Hong Kong shares slide, China off 2-week highs on tepid surveys

HONG KONG, Jul 3 (Reuters) China shares were knocked off a two-week high on Wednesday, pulling down Hong Kong markets, with financial and material counters under heavy selling pressure in a retracement of last week’s strong rebound.
Two surveys showing a subdued China’s non-manufacturing sector discouraged investors. Slowing construction activity was cited for a weak official services PMI reading, while new orders for a similar private survey sank to a 55-month low.
At 0315 GMT, the CSI300 of the leading Shanghai and Shenzhen A-share listings was down 2.4 percent, while the Shanghai Composite Index was down 2 percent. Both had closed on Tuesday at their highest since June 21.
The Hang Seng Index was down 2.1 percent at 20,233.7, slipping further from Friday’s more than one-week high. The China Enterprises Index of the top Chinese listings in Hong Kong dived 3 percent.
‘It’s been very tough telling clients to start looking at a tradeable rebound, it shows everybody is very pessimistic right now,’ said Hong Hao, chief strategist at Bank of Communication International Securities.
‘Let’s not talk about a complete reversal, but there’s definitely a meaningful rebound coming up after the steep losses and the high percentage of short selling,’ Hong added, suggesting clients focus on sectors such as internet businesses that offer good potential and are not capital intensive.
The internet sector is among those cited.
On Wednesday, Tencent Holdings was among the few Hang Seng Index components to see gains, up 0.7 percent.
Construction-related counters sank as China’s official purchasing managers’ index for the services sector sank to its weakest in nine months.

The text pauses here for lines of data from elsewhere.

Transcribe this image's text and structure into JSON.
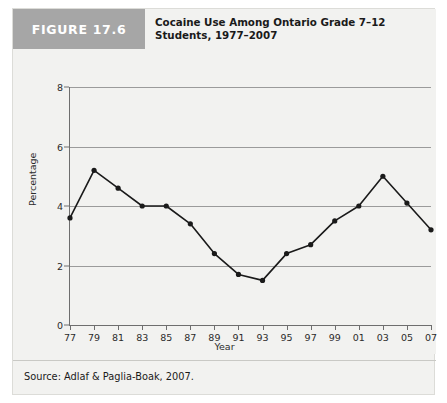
{
  "figure": {
    "badge_label": "FIGURE 17.6",
    "title": "Cocaine Use Among Ontario Grade 7–12 Students, 1977–2007",
    "source": "Source: Adlaf & Paglia-Boak, 2007.",
    "badge_color": "#a6a6a6",
    "card_background": "#f2f2f0",
    "line_color": "#1a1a1a",
    "gridline_color": "#9b9b9b"
  },
  "chart_data": {
    "type": "line",
    "title": "Cocaine Use Among Ontario Grade 7–12 Students, 1977–2007",
    "xlabel": "Year",
    "ylabel": "Percentage",
    "categories": [
      "77",
      "79",
      "81",
      "83",
      "85",
      "87",
      "89",
      "91",
      "93",
      "95",
      "97",
      "99",
      "01",
      "03",
      "05",
      "07"
    ],
    "values": [
      3.6,
      5.2,
      4.6,
      4.0,
      4.0,
      3.4,
      2.4,
      1.7,
      1.5,
      2.4,
      2.7,
      3.5,
      4.0,
      5.0,
      4.1,
      3.2
    ],
    "ylim": [
      0,
      8
    ],
    "yticks": [
      0,
      2,
      4,
      6,
      8
    ],
    "ytick_labels": [
      "0",
      "2",
      "4",
      "6",
      "8"
    ],
    "grid": true,
    "grid_axis": "y",
    "legend": false,
    "markers": true,
    "marker_shape": "circle"
  }
}
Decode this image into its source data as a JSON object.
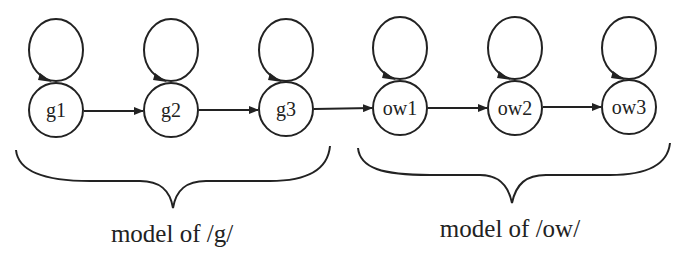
{
  "diagram": {
    "type": "hmm-state-chain",
    "nodes": [
      {
        "id": "g1",
        "label": "g1",
        "cx": 56,
        "cy": 110
      },
      {
        "id": "g2",
        "label": "g2",
        "cx": 171,
        "cy": 110
      },
      {
        "id": "g3",
        "label": "g3",
        "cx": 286,
        "cy": 110
      },
      {
        "id": "ow1",
        "label": "ow1",
        "cx": 400,
        "cy": 110
      },
      {
        "id": "ow2",
        "label": "ow2",
        "cx": 515,
        "cy": 110
      },
      {
        "id": "ow3",
        "label": "ow3",
        "cx": 629,
        "cy": 110
      }
    ],
    "edges": [
      {
        "from": "g1",
        "to": "g2"
      },
      {
        "from": "g2",
        "to": "g3"
      },
      {
        "from": "g3",
        "to": "ow1"
      },
      {
        "from": "ow1",
        "to": "ow2"
      },
      {
        "from": "ow2",
        "to": "ow3"
      }
    ],
    "self_loops": [
      "g1",
      "g2",
      "g3",
      "ow1",
      "ow2",
      "ow3"
    ],
    "groups": [
      {
        "label": "model of /g/",
        "members": [
          "g1",
          "g2",
          "g3"
        ]
      },
      {
        "label": "model of /ow/",
        "members": [
          "ow1",
          "ow2",
          "ow3"
        ]
      }
    ],
    "colors": {
      "stroke": "#222222",
      "background": "#ffffff"
    }
  }
}
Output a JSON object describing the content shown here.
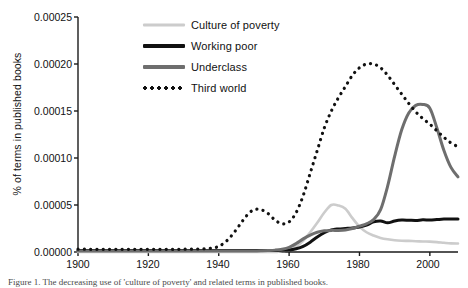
{
  "figure": {
    "caption": "Figure 1. The decreasing use of 'culture of poverty' and related terms in published books."
  },
  "chart_data": {
    "type": "line",
    "title": "",
    "xlabel": "",
    "ylabel": "% of terms in published books",
    "xlim": [
      1900,
      2008
    ],
    "ylim": [
      0.0,
      0.00025
    ],
    "grid": false,
    "legend_position": "upper-left-inside",
    "xticks": [
      1900,
      1920,
      1940,
      1960,
      1980,
      2000
    ],
    "xticklabels": [
      "1900",
      "1920",
      "1940",
      "1960",
      "1980",
      "2000"
    ],
    "yticks": [
      0.0,
      5e-05,
      0.0001,
      0.00015,
      0.0002,
      0.00025
    ],
    "yticklabels": [
      "0.00000",
      "0.00005",
      "0.00010",
      "0.00015",
      "0.00020",
      "0.00025"
    ],
    "colors": {
      "culture_of_poverty": "#cccccc",
      "working_poor": "#111111",
      "underclass": "#6e6e6e",
      "third_world": "#111111"
    },
    "x": [
      1900,
      1902,
      1904,
      1906,
      1908,
      1910,
      1912,
      1914,
      1916,
      1918,
      1920,
      1922,
      1924,
      1926,
      1928,
      1930,
      1932,
      1934,
      1936,
      1938,
      1940,
      1942,
      1944,
      1946,
      1948,
      1950,
      1952,
      1954,
      1956,
      1958,
      1960,
      1962,
      1964,
      1966,
      1968,
      1970,
      1972,
      1974,
      1976,
      1978,
      1980,
      1982,
      1984,
      1986,
      1988,
      1990,
      1992,
      1994,
      1996,
      1998,
      2000,
      2002,
      2004,
      2006,
      2008
    ],
    "series": [
      {
        "name": "Culture of poverty",
        "style": "solid",
        "color": "#cccccc",
        "values": [
          0.0,
          0.0,
          0.0,
          0.0,
          0.0,
          0.0,
          0.0,
          0.0,
          0.0,
          0.0,
          0.0,
          0.0,
          0.0,
          0.0,
          0.0,
          0.0,
          0.0,
          0.0,
          0.0,
          0.0,
          0.0,
          0.0,
          0.0,
          0.0,
          0.0,
          0.0,
          0.0,
          0.0,
          0.0,
          1e-06,
          2e-06,
          6e-06,
          1.2e-05,
          2.1e-05,
          3.1e-05,
          4.2e-05,
          5e-05,
          4.95e-05,
          4.6e-05,
          3.6e-05,
          2.7e-05,
          2.1e-05,
          1.75e-05,
          1.5e-05,
          1.35e-05,
          1.25e-05,
          1.2e-05,
          1.18e-05,
          1.15e-05,
          1.12e-05,
          1.1e-05,
          1.05e-05,
          9.8e-06,
          9.2e-06,
          9e-06
        ]
      },
      {
        "name": "Working poor",
        "style": "solid",
        "color": "#111111",
        "values": [
          1.5e-06,
          1.5e-06,
          1.5e-06,
          1.5e-06,
          1.5e-06,
          1.5e-06,
          1.5e-06,
          1.5e-06,
          1.5e-06,
          1.5e-06,
          1.5e-06,
          1.5e-06,
          1.5e-06,
          1.5e-06,
          1.5e-06,
          1.5e-06,
          1.5e-06,
          1.5e-06,
          1.5e-06,
          1.5e-06,
          1.5e-06,
          1.5e-06,
          1.5e-06,
          1.5e-06,
          1.5e-06,
          1.5e-06,
          1.5e-06,
          1.5e-06,
          1.5e-06,
          1.8e-06,
          2.2e-06,
          3.5e-06,
          6e-06,
          1.05e-05,
          1.6e-05,
          2.05e-05,
          2.35e-05,
          2.45e-05,
          2.5e-05,
          2.55e-05,
          2.65e-05,
          2.85e-05,
          3.2e-05,
          3.3e-05,
          3.1e-05,
          3.3e-05,
          3.4e-05,
          3.38e-05,
          3.35e-05,
          3.42e-05,
          3.4e-05,
          3.45e-05,
          3.5e-05,
          3.5e-05,
          3.5e-05
        ]
      },
      {
        "name": "Underclass",
        "style": "solid",
        "color": "#6e6e6e",
        "values": [
          1e-06,
          1e-06,
          1e-06,
          1e-06,
          1e-06,
          1e-06,
          1e-06,
          1e-06,
          1e-06,
          1e-06,
          1e-06,
          1e-06,
          1e-06,
          1e-06,
          1e-06,
          1e-06,
          1e-06,
          1e-06,
          1e-06,
          1e-06,
          1e-06,
          1e-06,
          1e-06,
          1e-06,
          1e-06,
          1e-06,
          1.2e-06,
          1.5e-06,
          2e-06,
          3e-06,
          5e-06,
          9e-06,
          1.4e-05,
          1.8e-05,
          2.1e-05,
          2.25e-05,
          2.3e-05,
          2.3e-05,
          2.35e-05,
          2.5e-05,
          2.75e-05,
          3e-05,
          3.45e-05,
          4.5e-05,
          7e-05,
          0.000102,
          0.00013,
          0.000148,
          0.000156,
          0.000157,
          0.000153,
          0.000132,
          0.000108,
          9e-05,
          8e-05
        ]
      },
      {
        "name": "Third world",
        "style": "dotted",
        "color": "#111111",
        "values": [
          3e-06,
          3e-06,
          2.8e-06,
          2.8e-06,
          2.8e-06,
          2.8e-06,
          2.8e-06,
          2.8e-06,
          2.8e-06,
          2.8e-06,
          2.8e-06,
          2.8e-06,
          2.8e-06,
          2.8e-06,
          2.8e-06,
          3e-06,
          3e-06,
          3.2e-06,
          3.5e-06,
          4e-06,
          6e-06,
          1.1e-05,
          1.9e-05,
          2.9e-05,
          3.9e-05,
          4.5e-05,
          4.5e-05,
          4.1e-05,
          3.4e-05,
          3e-05,
          3.2e-05,
          4.2e-05,
          6e-05,
          8.4e-05,
          0.000108,
          0.000132,
          0.00015,
          0.000164,
          0.000176,
          0.000188,
          0.000196,
          0.0002,
          0.0002,
          0.000196,
          0.000188,
          0.000178,
          0.000168,
          0.000158,
          0.000149,
          0.000142,
          0.000136,
          0.000129,
          0.000122,
          0.000116,
          0.000112
        ]
      }
    ]
  }
}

The HSBC/Markit Purchasing Managers’ Index (PMI) for the services industry inched up to 51.3 last month from May’s 51.2, as growth in new orders hit a 55-month low and business confidence slumped to depths last seen in late 2005 when records began.
China State Construction tumbled 3.4 percent in Hong Kong and 3.1 percent in Shanghai. China Vanke, the country’s largest property developer by sales, was down nearly 5 percent in Shenzhen.
With the services sector accounting for nearly half of China’s economy, Wednesday’s data readings shook already fragile sentiment hard hit by the cash crunch in the mainland last month.
Coal producers China Coal and China Shenhua each tumbled more than 5 percent in Hong Kong, while Chinese banks were among the leading index drags. Industrial and Commercial Bank of China (ICBC)  dived 3.2 percent in Hong Kong and 2.2 percent in Shanghai.
Retail counters were also hit after data showed the value of Hong Kong retail sales  grew in May by 12.8 percent from a year earlier, weaker than April’s 20.7 percent growth.
Daphne International plunged nearly 10 percent to its lowest in almost two years. Shoe retailer Belle International slid 4.2 percent to its lowest in three years.